Was officiating the last statistics you researched and it kind of gave you the “A-HA!” moment or was it something you went through and it just popped out that is was the most lopsided stat that favors home-field advantage?

“Yeah I mean someone told us to look at if there was actually a study done in Italy where they found out that when in soccer when they moved the fans farther away from the field they put up this sort of moat that you see in European soccer that sort of distance the fans from the field that the red cards and yellow cards were called differently for the home team. So someone kind of tipped us off, but you know we went through the explanation first that we just sort of could come up with, jot them down, literally jotting them on the back of a napkin, you know maybe it’s scheduling that has something to do with it. We looked at climate…this sort of when the team from San Diego goes to Green Bay there’s a disadvantage we didn’t really see much there. Again we were sort of running a lot of this data simultaneously, but boy the officiating just that’s really where the red flags went up.”

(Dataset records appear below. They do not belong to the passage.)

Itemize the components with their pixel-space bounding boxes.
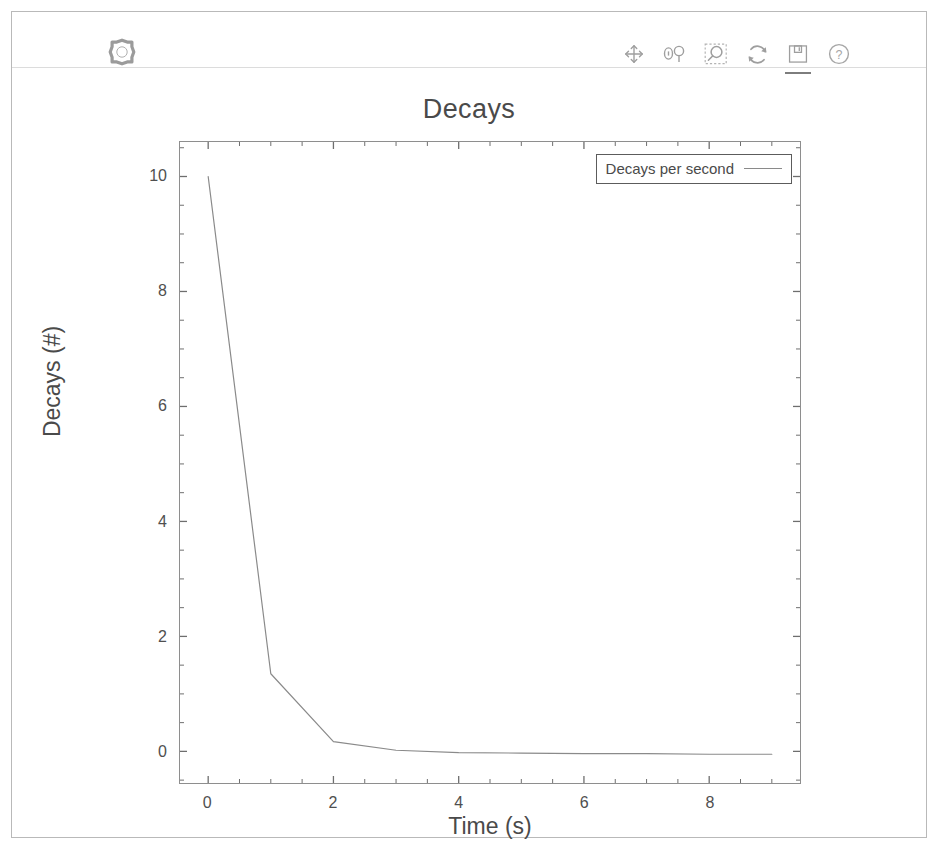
refresh-icon[interactable] [743, 39, 771, 69]
zoom-pair-icon[interactable] [661, 39, 689, 69]
x-axis-label: Time (s) [179, 813, 801, 840]
chart-legend: Decays per second [596, 154, 792, 184]
y-tick-label: 2 [158, 628, 167, 646]
y-tick-label: 0 [158, 743, 167, 761]
x-tick-label: 8 [705, 794, 714, 812]
legend-line-swatch [744, 168, 782, 169]
pan-icon[interactable] [620, 39, 648, 69]
plot-area[interactable]: Decays per second [179, 141, 801, 784]
y-tick-label: 8 [158, 282, 167, 300]
figure-canvas: Decays Decays (#) Time (s) Decays per se… [12, 68, 926, 838]
x-tick-label: 4 [454, 794, 463, 812]
y-axis-label: Decays (#) [39, 272, 66, 492]
plot-svg [180, 142, 800, 783]
y-tick-label: 6 [158, 397, 167, 415]
y-tick-label: 4 [158, 513, 167, 531]
help-icon[interactable]: ? [825, 39, 853, 69]
y-tick-label: 10 [149, 167, 167, 185]
toolbar-button-group: ? [620, 38, 853, 70]
x-tick-label: 6 [580, 794, 589, 812]
figure-toolbar: ? [12, 12, 926, 68]
x-tick-label: 0 [203, 794, 212, 812]
chart-title: Decays [12, 94, 926, 125]
zoom-rect-icon[interactable] [702, 39, 730, 69]
app-logo [107, 37, 137, 67]
x-tick-label: 2 [328, 794, 337, 812]
legend-entry-label: Decays per second [606, 160, 734, 177]
app-window: ? Decays Decays (#) Time (s) Decays per … [11, 11, 927, 838]
save-icon[interactable] [784, 39, 812, 69]
svg-text:?: ? [836, 48, 843, 62]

I felt you did a real good job of explaining how there seems to be this conformity among officials where the expected norm is to make calls based on going along to get along with other officials to not stray away from calling objectively?

“Yeah I think that’s a really good point that I should have made too. I don’t think this is corrupt. I think Tim Donaghy is totally sort of a lone bad wolf. I don’t think any of this is intentional. I think the referees do a great job. They’re trying their hardest it’s just human nature, even at the sub-conscious level that if you blow the whistle one way and 20,000 people are going to applaud you. If you blow a whistle another way you’re going to get booed and yelled at by 20,000 people. There are all sort of physiology experiments that sort of say people will make decisions that they know are incorrect if it means being accepted by the group. I think it’s very hard to sort of weave that out.”
In terms of professional sports not changing their coaching strategies, I liked how in your book you talked about how baseball managers will bunt with non-pitchers and NFL coaches should go for it on 4th down much more than they punt, but they don’t look at percentages or the reality of it and they do what the time honored thing is to do.

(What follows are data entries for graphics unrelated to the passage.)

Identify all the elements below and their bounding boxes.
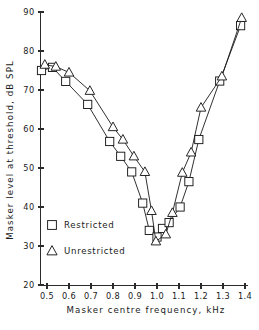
square-marker xyxy=(128,168,136,176)
x-tick-label: 0.7 xyxy=(84,291,98,301)
square-marker xyxy=(195,135,203,143)
y-tick-label: 50 xyxy=(23,163,34,173)
legend-label: Unrestricted xyxy=(64,246,125,256)
square-marker xyxy=(139,199,147,207)
series-unrestricted xyxy=(40,13,246,245)
y-axis: 2030405060708090 xyxy=(23,7,43,290)
x-axis-title: Masker centre frequency, kHz xyxy=(67,305,226,315)
square-marker xyxy=(62,77,70,85)
triangle-marker xyxy=(85,86,95,95)
legend-item-unrestricted: Unrestricted xyxy=(47,246,125,256)
triangle-marker xyxy=(186,147,196,156)
chart-legend: RestrictedUnrestricted xyxy=(47,220,125,256)
y-tick-label: 40 xyxy=(23,202,34,212)
triangle-marker xyxy=(64,67,74,76)
data-series-group xyxy=(37,13,246,245)
triangle-marker xyxy=(217,71,227,80)
x-tick-label: 1.3 xyxy=(216,291,230,301)
legend-item-restricted: Restricted xyxy=(48,220,115,230)
chart-figure: 2030405060708090 0.50.60.70.80.91.01.11.… xyxy=(0,0,259,330)
legend-label: Restricted xyxy=(64,220,114,230)
x-tick-label: 0.8 xyxy=(106,291,120,301)
x-tick-label: 1.0 xyxy=(150,291,164,301)
y-tick-label: 90 xyxy=(23,7,34,17)
y-tick-label: 60 xyxy=(23,124,34,134)
series-restricted xyxy=(37,22,244,242)
x-tick-label: 1.2 xyxy=(194,291,208,301)
triangle-marker xyxy=(129,151,139,160)
x-axis: 0.50.60.70.80.91.01.11.21.31.4 xyxy=(40,283,252,301)
axis-titles: Masker centre frequency, kHzMasker level… xyxy=(5,60,225,315)
masker-tuning-curve-plot: 2030405060708090 0.50.60.70.80.91.01.11.… xyxy=(0,0,259,330)
triangle-marker xyxy=(147,206,157,215)
x-tick-label: 0.5 xyxy=(40,291,54,301)
square-marker xyxy=(117,152,125,160)
triangle-marker xyxy=(237,13,247,22)
x-tick-label: 0.6 xyxy=(62,291,76,301)
triangle-marker xyxy=(196,103,206,112)
square-marker xyxy=(106,137,114,145)
triangle-marker xyxy=(47,246,57,255)
x-tick-label: 1.4 xyxy=(238,291,252,301)
square-marker xyxy=(176,203,184,211)
y-tick-label: 80 xyxy=(23,46,34,56)
x-tick-label: 0.9 xyxy=(128,291,142,301)
triangle-marker xyxy=(140,167,150,176)
y-tick-label: 20 xyxy=(23,280,34,290)
y-tick-label: 30 xyxy=(23,241,34,251)
square-marker xyxy=(145,226,153,234)
triangle-marker xyxy=(178,168,188,177)
series-line xyxy=(45,18,242,241)
square-marker xyxy=(84,100,92,108)
y-tick-label: 70 xyxy=(23,85,34,95)
square-marker xyxy=(48,221,57,230)
x-tick-label: 1.1 xyxy=(172,291,186,301)
triangle-marker xyxy=(108,122,118,131)
square-marker xyxy=(185,178,193,186)
y-axis-title: Masker level at threshold, dB SPL xyxy=(5,60,15,240)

How did you get into that and break that down?

“Yeah that’s something humans sort of do. The book sort of…yeah we took this “Freakonomics,” for sports approach where you sort of look at these phenomenon’s and you realize that you know that NFL coaches are behaving like you and I are when it’s time to sell our house. Sort of like the fun manager when it’s time to take stocks and basically what we found out was that a lot of time managers are making the statistically wrong choice, but the one that’s going to get them the least grief. It makes more sense to pull the goalie with three minutes than one minute statistically, but no NHL coach is going to that because they’re going to kill you on dare I say talk radio. You’re going to hear about it. Remember the Belichick [Bill] last year when he went for it against the Colts. He just got absolutely roasted. I mean every columnist and talking head killed the guy. Well it turns out statistically he made the right play. [Hosts interrupt] It’s an interesting dynamic where decisions are being made to keep your job and that are not going give your team the best chance at winning. “

Finishing off is the old adage in football is that “Defense wins championships.” The teams with the best defense win the Super Bowl all the time. Your book has something on this. Does this hold true?

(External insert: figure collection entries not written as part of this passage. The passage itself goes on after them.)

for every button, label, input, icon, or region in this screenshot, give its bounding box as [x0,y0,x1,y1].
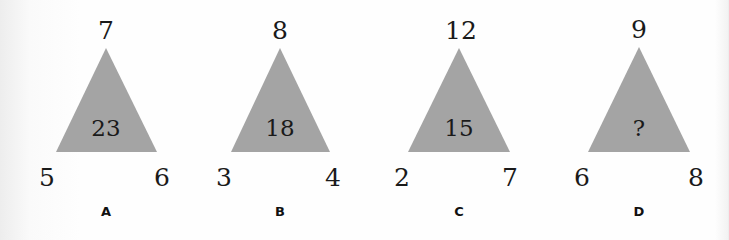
top-number: 7 [98,18,114,43]
puzzle-label: A [101,204,111,219]
top-number: 9 [631,17,647,42]
left-number: 5 [39,165,55,190]
puzzle-label: C [454,204,464,219]
left-number: 6 [574,165,590,190]
triangle-puzzle-a: 7 23 5 6 A [16,0,196,231]
right-number: 6 [154,165,170,190]
top-number: 8 [272,18,288,43]
unknown-center-value: ? [633,117,645,140]
top-number: 12 [445,18,477,43]
center-number: 18 [265,117,294,140]
left-number: 2 [394,165,410,190]
right-number: 7 [502,165,518,190]
right-number: 8 [688,165,704,190]
center-number: 15 [444,117,473,140]
triangle-puzzle-b: 8 18 3 4 B [190,0,370,231]
puzzle-label: B [275,204,285,219]
center-number: 23 [91,117,120,140]
right-number: 4 [325,165,341,190]
left-number: 3 [216,165,232,190]
triangle-puzzle-d: 9 ? 6 8 D [549,0,729,231]
puzzle-label: D [634,204,645,219]
triangle-puzzle-c: 12 15 2 7 C [369,0,549,231]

“Yeah I mean that’s another thing you sort of hear it a thousand times starting in tee-ball, but you’ll hear it Super Bowl weekend too. We just sort of ran the numbers, so that was just sort of a straight easy one where you just gotta run the numbers on that and what we found was you know defense and offense are almost, it’s uncanny how similarly important they are. You need one or the other and if you have both great, but there’s very little evidence that across all sports really there’s very little evidence that defense is any more important than a good offense.”